British Fascist Antisemitism and Jewish Responses, 1932-40

Download British Fascist Antisemitism and Jewish Responses, 1932-40 PDF Online Free

Author :
Publisher : Bloomsbury Publishing
ISBN 13 : 1472505689
Total Pages : 275 pages
Book Rating : 4.4/5 (725 download)

DOWNLOAD NOW!


Book Synopsis British Fascist Antisemitism and Jewish Responses, 1932-40 by : Daniel Tilles

Download or read book British Fascist Antisemitism and Jewish Responses, 1932-40 written by Daniel Tilles and published by Bloomsbury Publishing. This book was released on 2014-11-20 with total page 275 pages. Available in PDF, EPUB and Kindle. Book excerpt: This book explores the use of antisemitism by Britain's interwar fascists and the ways in which the country's Jews reacted to this, examining the two alongside one another for the first time and locating both within the broader context of contemporary events in Europe. Daniel Tilles challenges existing conceptions of the antisemitism of Britain's foremost fascist organisation, the British Union of Fascists. He demonstrates that it was a far more central aspect of the party's thought than has previously been assumed.

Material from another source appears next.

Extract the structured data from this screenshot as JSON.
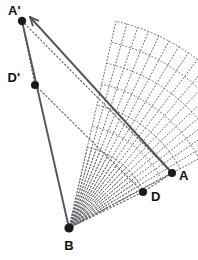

This, in turn, will be shown to be characteristic of the wider relationship between interwar European fascism and antisemitism, a thus far relatively neglected issue in the burgeoning field of fascist studies. Tilles also argues that the BUF's leader, Sir Oswald Mosley, far from being a reluctant convert to the anti-Jewish cause, or simply a cynical exploiter of it, as much of the existing scholarship suggests, was aware of the role antisemitism would play in his fascist doctrine from the start and remained in control of its subsequent development. These findings are used to support the notion that, contrary to prevailing perceptions, Jewish opposition to the BUF played no part in provoking the fascists' adoption of antisemitism. Britain's Jews did, nevertheless, play a significant role in shaping British fascism's path of development, and the wide-ranging and effective anti-fascist activity they pursued represents an important alternative narrative to the dominant image of Jews as mere victims of fascism.